Frozen, Mean Girls, And More #MeToo
Women’s empowerment, and the multitude of issues surrounding it, sparked the imagination of Broadway musical writers this season. Frozen and Mean Girls, in particular, reflect the impact of #MeToo, and the proliferation of women demanding that their voices be heard. Both of these musicals are about sisterhood, in its various guises. And they are each based on stories written primarily for girls and teenagers.
Based on Disney’s animated movie, Michael Grandage’s production of Frozen mines the story of two young women, heirs to a throne left vacant by the early loss of their parents. Princess Elsa of Arendelle (Caissie Levy), and her younger sister, Anna (Patti Murin) create magic, face mayhem and political subterfuge, and ultimately find reconciliation.
In keeping with Disney’s romantic storytelling, there’s a prince, Hans (John Riddle). But in this modern-age saga, Hans is a total sociopath, seducing Anna then locking her in the palace, with the aim of taking over the crown, and making her beloved Arendelle his own.
Indeed, Frozen’s Broadway success also rests on its star power. To that end, Caissie Levy, singing “Let it Go,” Kristen Anderson-Lopez and Robert Lopez’s Oscar-winning tune, truly speaks to the range of a young woman’s power.
Jennifer Lee’s book, based on the movie which she wrote, and derived from Hans Christian Andersen’s “The Snow Queen,” tells a woman’s story in which the stakes are risky and the journey dangerous. Whether or not it rivals other popular musicals, with male heroes — be they the constitutional authors of 1776, or the revolutionaries of Les Miserables — is the issue.
To achieve that kind of heft, the physical production moves from extravagantly dramatic and foreboding to surprisingly comic, to intimate, and even realistic at times. Converting a gargantuan cavern into an ice palace, sending nearly nude sauna bathers cavorting through a wintery mountain retreat, are among the standout scenes.
The most eyepopping, however, is Elsa’s split-second costume change (Christopher Oram, designer) in which she swirls out of her royal gown into an ice-blue party dress mid-song. Elsa is making waves as the first Disney princess to wear pants on stage — although Princess Jasmine of Aladdin wears Arabian pantaloons.
In the musical Mean Girls, Tina Fey’s stage adaptation of the popular teen movie which she wrote and co-starred in, a clique of teenage girls eventually gets their come-uppance. Their hateful agenda and bitchy deeds, reflected in tweets and social media posts projected on the walls of the set, speak to the current fashion of trolling and generally treating people horribly.
In the musical, as in the movie, the characters are stereotypical exaggerations of those behaviors. Taylor Louderman’s Regina is a control freak who, faced with a near-death experience, discovers a shard of kindness within herself. And Erika Henningsen’s Cady, the role played by Lindsay Lohan in the movie, starts out as a good girl. But she falters at the pressures of popularity and boy-girl relationships before she arrives at a sense of personal dignity.
Glaring bold pink is a thematic presence, too, in the set by Scott Pask and costumes by Gregg Barnes. In Casey Nicholaw’s production, the behavior is hormonally edgy, the action peppy. It’s all in your face. But the cautionary tale it relates, about the pitfalls of girlish rivalries, competitiveness, and bullying resonates with everyone.
In a season that delights in cartoon characters, and cartoonish imagery, Mean Girls leads the race in the New Musical category, running neck-in-neck with SpongeBob SquarePants, each with 12 Tony nominations.
Gender and class also feature widely in the classic Lerner and Loewe musical My Fair Lady, currently in revival at Lincoln Center’s Vivian Beaumont Theatre. In keeping with the times, the production places Eliza Doolittle at the front and center of the production. As portrayed by Lauren Ambrose, this Eliza acts out of her own will, and she enforces it. Helmed by Bartlett Sher, a group of Suffragettes find their way through the center of the production, literally and figuratively.
Women characters who actually have depth may be hard to find in many a musical, or play, but The Band’s Visit, my personal favorite for the season’s best new Broadway musical, paints a picture of two broken characters, an Israeli café owner, portrayed beautifully by Katrina Lenk, and an Egyptian band leader, played with an understated eloquence by Tony Shaloub.
That is really stretching the boundaries, isn’t it! A romance between two emotionally real and vulnerable adults, from two conflicting cultures, set to the music of ouds and violins. It makes the sounds of war, that now riddle us daily, feel unnecessary, and even stoppable.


- _Activity_
Starting at the line below holding "Image is 868x276 pixels." and stopping at the line holding "Image is 868x393 pixels.", print every line exactly, both ends included, and leave the rest out.

- _Data for this exercise_
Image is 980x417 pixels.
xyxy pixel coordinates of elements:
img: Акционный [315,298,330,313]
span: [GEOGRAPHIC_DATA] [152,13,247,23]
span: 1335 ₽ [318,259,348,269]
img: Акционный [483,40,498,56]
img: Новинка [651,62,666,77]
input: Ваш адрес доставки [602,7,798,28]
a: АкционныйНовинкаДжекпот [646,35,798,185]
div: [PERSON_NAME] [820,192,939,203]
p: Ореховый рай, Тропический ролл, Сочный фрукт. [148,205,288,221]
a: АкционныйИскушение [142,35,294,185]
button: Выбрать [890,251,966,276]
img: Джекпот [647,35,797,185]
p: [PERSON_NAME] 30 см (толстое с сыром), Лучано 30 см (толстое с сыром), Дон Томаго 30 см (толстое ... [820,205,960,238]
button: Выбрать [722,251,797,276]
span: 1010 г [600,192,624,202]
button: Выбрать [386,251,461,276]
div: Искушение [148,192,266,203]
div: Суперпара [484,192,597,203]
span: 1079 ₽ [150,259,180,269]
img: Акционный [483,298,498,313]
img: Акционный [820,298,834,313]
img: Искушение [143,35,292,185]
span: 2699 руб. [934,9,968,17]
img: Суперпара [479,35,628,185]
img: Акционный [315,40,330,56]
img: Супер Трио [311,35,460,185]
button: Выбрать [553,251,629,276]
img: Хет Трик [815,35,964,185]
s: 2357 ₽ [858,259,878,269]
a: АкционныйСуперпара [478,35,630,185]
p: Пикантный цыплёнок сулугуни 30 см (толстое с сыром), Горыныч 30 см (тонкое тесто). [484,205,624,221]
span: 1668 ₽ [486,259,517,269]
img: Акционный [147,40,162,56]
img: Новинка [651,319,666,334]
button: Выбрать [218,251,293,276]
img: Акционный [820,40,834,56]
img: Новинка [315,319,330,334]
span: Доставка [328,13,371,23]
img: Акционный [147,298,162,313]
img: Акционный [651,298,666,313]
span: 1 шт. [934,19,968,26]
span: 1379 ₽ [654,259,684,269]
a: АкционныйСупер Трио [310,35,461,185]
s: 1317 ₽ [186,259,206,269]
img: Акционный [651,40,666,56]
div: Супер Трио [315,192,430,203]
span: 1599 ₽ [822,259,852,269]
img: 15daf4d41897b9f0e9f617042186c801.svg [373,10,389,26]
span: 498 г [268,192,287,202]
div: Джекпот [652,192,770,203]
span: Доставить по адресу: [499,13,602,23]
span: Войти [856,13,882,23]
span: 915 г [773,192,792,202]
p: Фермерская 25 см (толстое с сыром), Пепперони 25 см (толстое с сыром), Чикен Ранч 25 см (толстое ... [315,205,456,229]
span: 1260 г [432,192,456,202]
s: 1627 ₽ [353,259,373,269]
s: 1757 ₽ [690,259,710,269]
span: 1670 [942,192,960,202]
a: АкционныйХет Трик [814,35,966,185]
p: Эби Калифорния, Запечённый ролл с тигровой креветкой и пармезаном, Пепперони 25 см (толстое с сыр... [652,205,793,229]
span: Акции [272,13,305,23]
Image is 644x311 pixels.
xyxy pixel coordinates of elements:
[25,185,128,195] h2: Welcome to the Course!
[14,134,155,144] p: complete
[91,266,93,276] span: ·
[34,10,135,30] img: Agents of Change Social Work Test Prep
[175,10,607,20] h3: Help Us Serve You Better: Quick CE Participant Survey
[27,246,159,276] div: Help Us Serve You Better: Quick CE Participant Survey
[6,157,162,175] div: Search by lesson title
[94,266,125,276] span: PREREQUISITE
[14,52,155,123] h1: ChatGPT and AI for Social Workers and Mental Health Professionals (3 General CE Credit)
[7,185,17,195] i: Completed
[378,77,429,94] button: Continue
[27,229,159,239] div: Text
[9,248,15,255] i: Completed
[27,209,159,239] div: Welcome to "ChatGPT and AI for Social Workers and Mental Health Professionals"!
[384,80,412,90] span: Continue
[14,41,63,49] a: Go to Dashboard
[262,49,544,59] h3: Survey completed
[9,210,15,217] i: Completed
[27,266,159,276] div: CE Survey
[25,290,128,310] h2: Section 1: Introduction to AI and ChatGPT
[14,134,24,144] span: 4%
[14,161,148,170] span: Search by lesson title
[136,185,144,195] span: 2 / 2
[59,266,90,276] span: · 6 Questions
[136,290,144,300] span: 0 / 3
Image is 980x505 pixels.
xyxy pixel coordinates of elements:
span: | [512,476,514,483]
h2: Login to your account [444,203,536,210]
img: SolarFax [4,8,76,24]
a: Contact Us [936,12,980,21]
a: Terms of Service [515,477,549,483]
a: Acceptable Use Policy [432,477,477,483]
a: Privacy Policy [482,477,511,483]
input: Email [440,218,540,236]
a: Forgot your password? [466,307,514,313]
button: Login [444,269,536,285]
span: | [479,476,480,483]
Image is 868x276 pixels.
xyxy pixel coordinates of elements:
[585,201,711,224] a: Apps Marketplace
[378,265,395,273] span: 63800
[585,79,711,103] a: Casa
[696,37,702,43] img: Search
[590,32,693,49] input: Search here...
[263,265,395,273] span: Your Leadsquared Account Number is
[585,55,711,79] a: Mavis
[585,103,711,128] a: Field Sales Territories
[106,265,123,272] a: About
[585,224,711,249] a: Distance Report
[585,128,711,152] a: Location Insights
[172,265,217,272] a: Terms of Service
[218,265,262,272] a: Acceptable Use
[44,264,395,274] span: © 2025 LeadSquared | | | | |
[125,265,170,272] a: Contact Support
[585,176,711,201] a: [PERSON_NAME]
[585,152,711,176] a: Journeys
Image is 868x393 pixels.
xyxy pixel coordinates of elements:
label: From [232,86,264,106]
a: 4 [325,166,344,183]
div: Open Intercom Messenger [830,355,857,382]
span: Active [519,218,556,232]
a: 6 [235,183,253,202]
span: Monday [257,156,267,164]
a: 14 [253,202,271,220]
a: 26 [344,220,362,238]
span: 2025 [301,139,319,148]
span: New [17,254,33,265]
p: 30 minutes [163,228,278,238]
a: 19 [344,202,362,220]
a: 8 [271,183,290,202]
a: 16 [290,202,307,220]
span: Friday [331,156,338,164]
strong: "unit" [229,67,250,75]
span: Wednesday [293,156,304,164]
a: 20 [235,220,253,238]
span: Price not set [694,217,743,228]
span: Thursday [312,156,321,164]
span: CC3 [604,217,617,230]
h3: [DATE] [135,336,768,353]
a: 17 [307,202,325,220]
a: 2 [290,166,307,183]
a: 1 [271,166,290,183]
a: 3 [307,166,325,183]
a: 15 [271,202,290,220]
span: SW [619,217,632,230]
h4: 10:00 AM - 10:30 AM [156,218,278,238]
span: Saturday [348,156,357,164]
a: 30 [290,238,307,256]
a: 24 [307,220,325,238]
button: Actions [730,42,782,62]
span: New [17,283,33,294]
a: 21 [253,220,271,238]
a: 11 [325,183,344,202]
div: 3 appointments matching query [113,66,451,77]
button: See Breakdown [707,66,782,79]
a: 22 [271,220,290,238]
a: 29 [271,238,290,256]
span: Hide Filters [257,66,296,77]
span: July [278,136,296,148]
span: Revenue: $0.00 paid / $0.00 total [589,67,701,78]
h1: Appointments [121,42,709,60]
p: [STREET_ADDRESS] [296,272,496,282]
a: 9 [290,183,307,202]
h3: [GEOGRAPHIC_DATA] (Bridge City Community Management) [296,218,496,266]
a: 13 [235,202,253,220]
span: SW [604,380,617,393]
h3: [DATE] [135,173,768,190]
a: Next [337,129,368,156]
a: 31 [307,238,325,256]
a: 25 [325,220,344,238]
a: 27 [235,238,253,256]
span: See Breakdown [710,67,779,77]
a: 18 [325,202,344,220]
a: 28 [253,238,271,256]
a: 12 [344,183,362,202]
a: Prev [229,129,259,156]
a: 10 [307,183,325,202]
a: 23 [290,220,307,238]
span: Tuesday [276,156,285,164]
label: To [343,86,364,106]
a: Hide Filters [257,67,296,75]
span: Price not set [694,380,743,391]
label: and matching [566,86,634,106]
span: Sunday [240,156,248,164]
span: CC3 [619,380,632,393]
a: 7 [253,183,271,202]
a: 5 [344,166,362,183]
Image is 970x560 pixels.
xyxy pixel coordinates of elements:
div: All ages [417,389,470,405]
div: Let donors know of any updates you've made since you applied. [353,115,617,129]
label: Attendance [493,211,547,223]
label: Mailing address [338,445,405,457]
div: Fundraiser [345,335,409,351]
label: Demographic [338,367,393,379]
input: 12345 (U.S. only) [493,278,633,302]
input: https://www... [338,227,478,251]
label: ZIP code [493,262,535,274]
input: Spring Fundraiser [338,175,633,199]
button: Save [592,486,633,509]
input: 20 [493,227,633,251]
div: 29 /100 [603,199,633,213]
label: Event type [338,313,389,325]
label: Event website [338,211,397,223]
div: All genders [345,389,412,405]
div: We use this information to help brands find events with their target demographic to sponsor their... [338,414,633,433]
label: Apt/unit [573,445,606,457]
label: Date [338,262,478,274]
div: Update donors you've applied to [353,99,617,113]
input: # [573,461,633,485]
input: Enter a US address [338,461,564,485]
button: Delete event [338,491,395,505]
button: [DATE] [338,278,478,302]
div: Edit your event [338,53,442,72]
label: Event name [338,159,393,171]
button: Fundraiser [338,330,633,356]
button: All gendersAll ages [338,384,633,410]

- _Written response_
Image is 868x276 pixels.
xyxy pixel coordinates of elements:
[585,201,711,224] a: Apps Marketplace
[378,265,395,273] span: 63800
[585,79,711,103] a: Casa
[696,37,702,43] img: Search
[590,32,693,49] input: Search here...
[263,265,395,273] span: Your Leadsquared Account Number is
[585,55,711,79] a: Mavis
[585,103,711,128] a: Field Sales Territories
[106,265,123,272] a: About
[585,224,711,249] a: Distance Report
[585,128,711,152] a: Location Insights
[172,265,217,272] a: Terms of Service
[218,265,262,272] a: Acceptable Use
[44,264,395,274] span: © 2025 LeadSquared | | | | |
[125,265,170,272] a: Contact Support
[585,176,711,201] a: [PERSON_NAME]
[585,152,711,176] a: Journeys
Image is 868x393 pixels.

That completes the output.